▶ _Required action_: Please print only the top portion of the entries below, ending with the line that contains "This screenshot has height=644, width=644.", exactly as written.

▶ _Entries provided_:
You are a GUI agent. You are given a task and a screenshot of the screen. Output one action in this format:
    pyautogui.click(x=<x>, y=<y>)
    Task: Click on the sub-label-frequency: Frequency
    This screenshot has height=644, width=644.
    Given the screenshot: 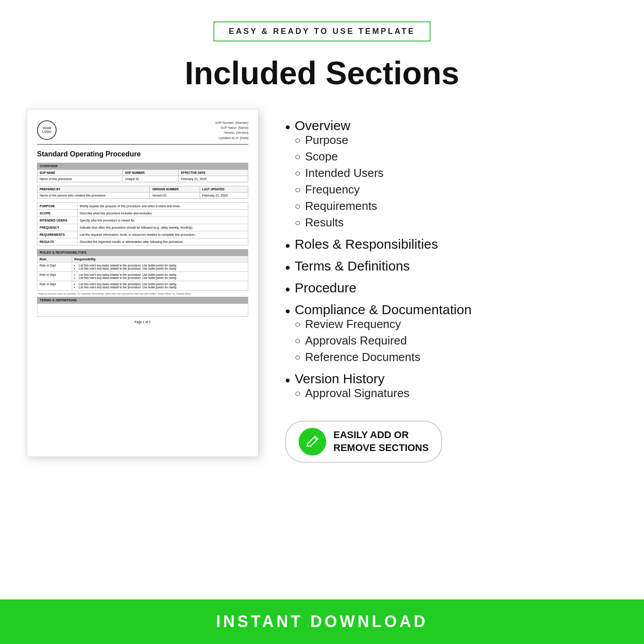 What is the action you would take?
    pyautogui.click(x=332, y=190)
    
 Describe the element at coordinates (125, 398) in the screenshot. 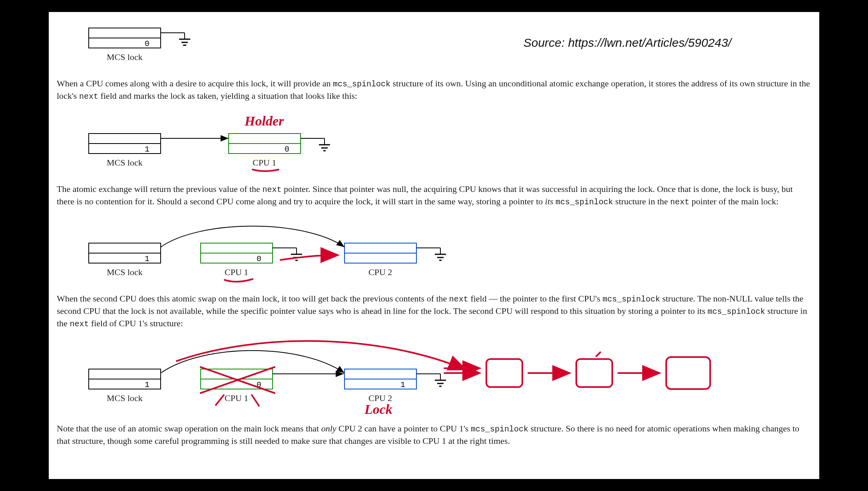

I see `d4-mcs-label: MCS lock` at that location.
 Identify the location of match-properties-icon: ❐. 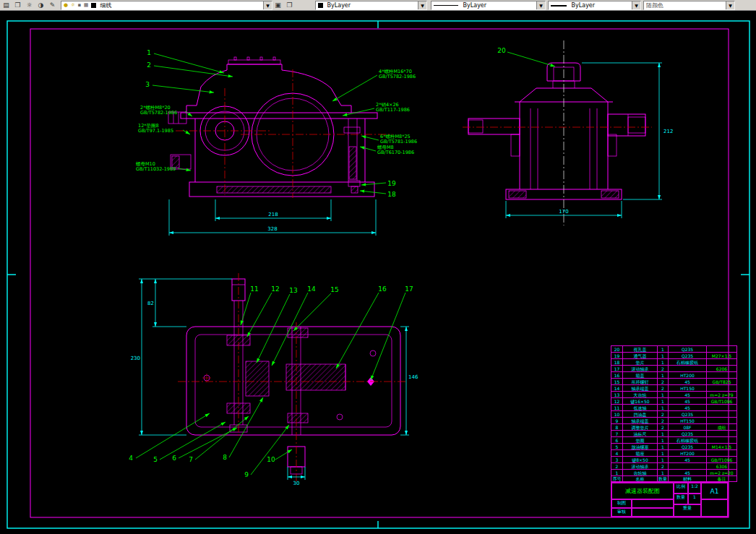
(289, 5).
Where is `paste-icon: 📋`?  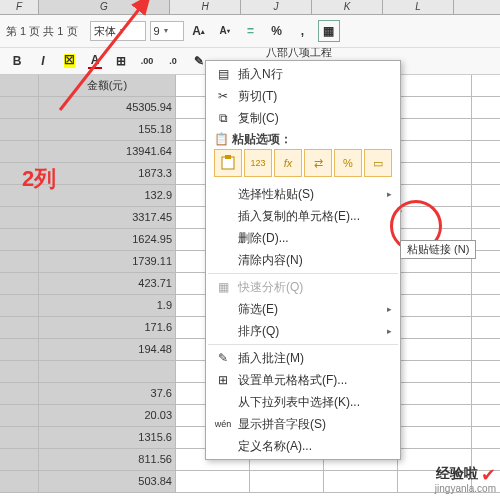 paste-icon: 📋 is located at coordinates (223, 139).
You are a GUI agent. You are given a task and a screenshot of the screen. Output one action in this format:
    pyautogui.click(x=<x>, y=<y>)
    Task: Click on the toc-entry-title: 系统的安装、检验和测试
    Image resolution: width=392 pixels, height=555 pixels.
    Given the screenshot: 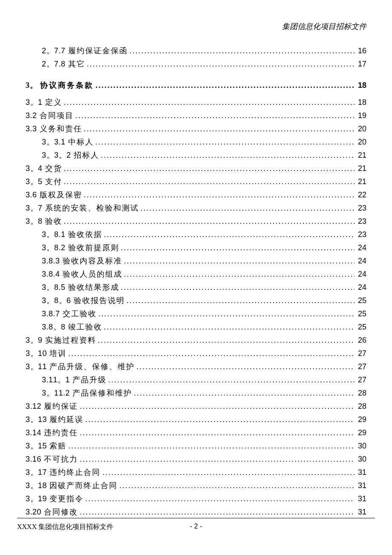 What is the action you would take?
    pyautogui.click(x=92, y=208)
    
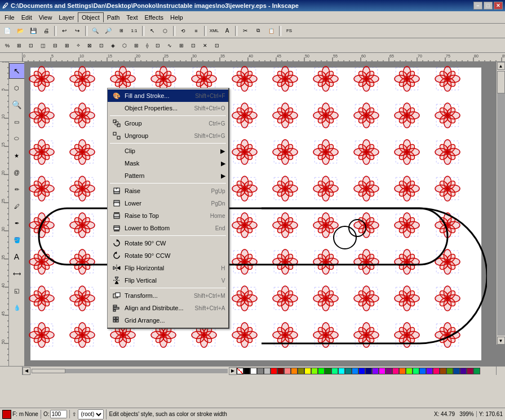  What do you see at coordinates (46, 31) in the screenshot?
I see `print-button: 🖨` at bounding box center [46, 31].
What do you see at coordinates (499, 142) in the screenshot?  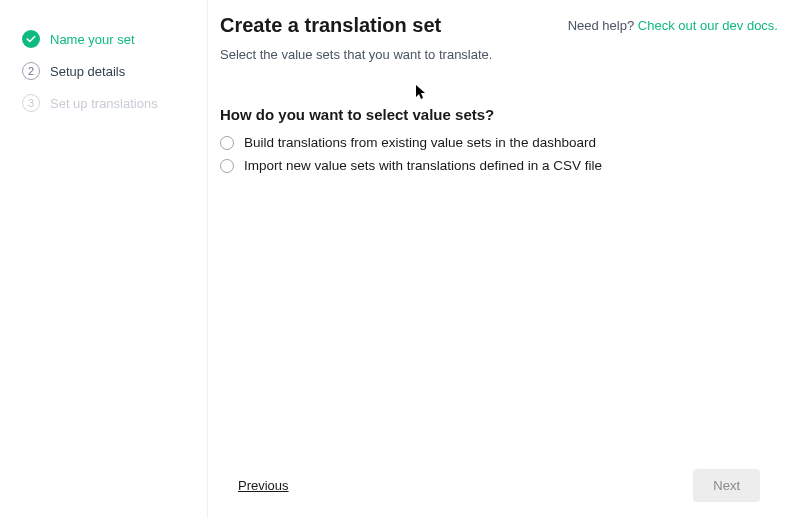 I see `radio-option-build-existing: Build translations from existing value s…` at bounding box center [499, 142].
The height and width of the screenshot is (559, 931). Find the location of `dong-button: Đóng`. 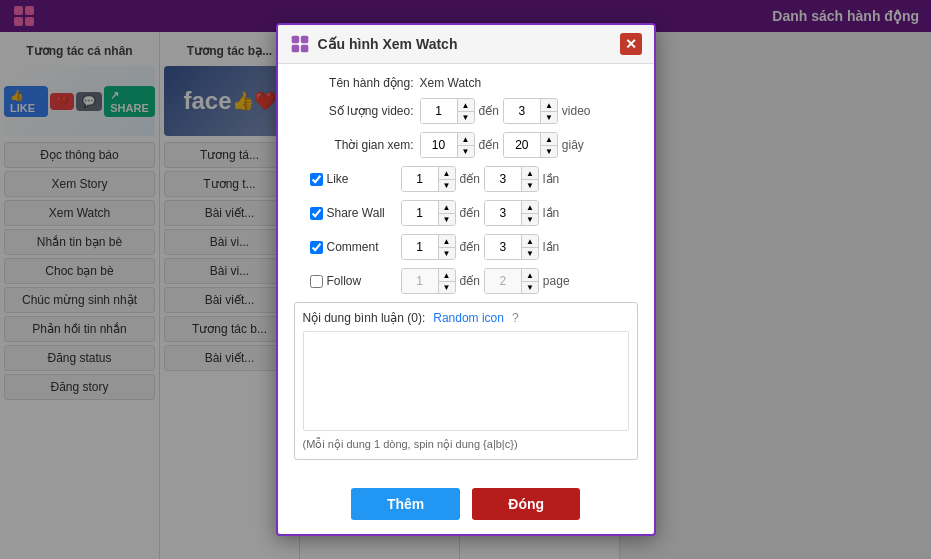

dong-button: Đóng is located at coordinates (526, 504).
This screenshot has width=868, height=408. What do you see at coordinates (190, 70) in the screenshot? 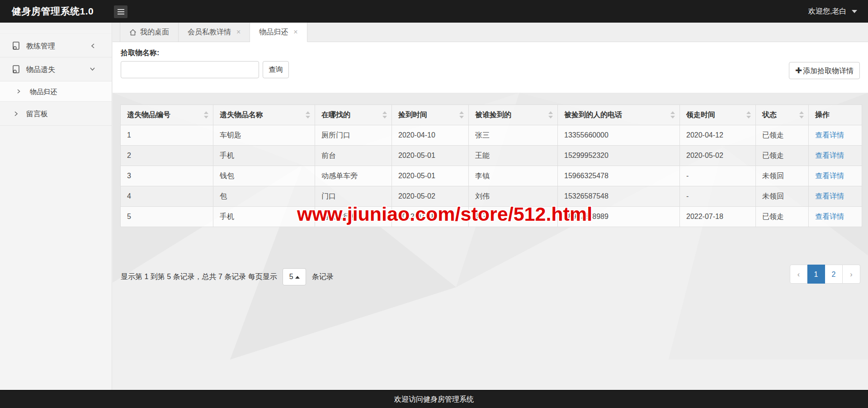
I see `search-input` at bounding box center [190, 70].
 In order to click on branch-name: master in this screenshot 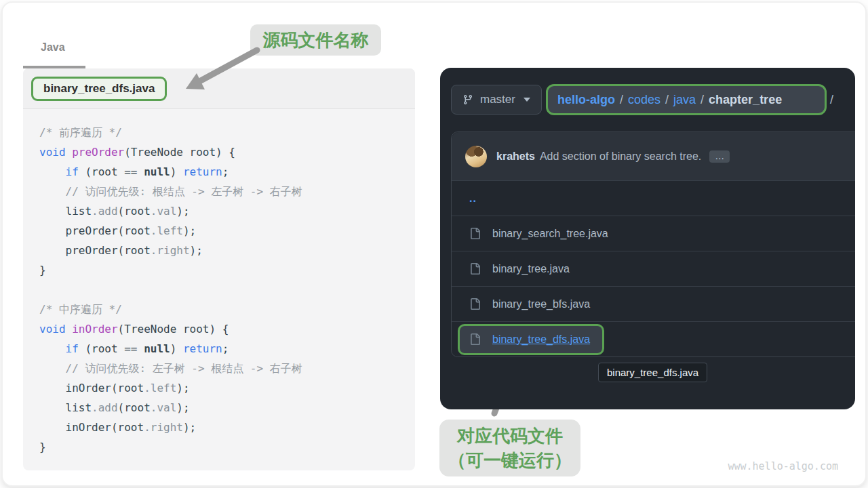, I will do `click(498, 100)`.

▶ _Response area_:
You are a GUI agent. You are given a task and a screenshot of the screen. Output one action in this format:
    pyautogui.click(x=<x>, y=<y>)
    Task: Click on the sub-label-frequency: Frequency
    This screenshot has height=644, width=644.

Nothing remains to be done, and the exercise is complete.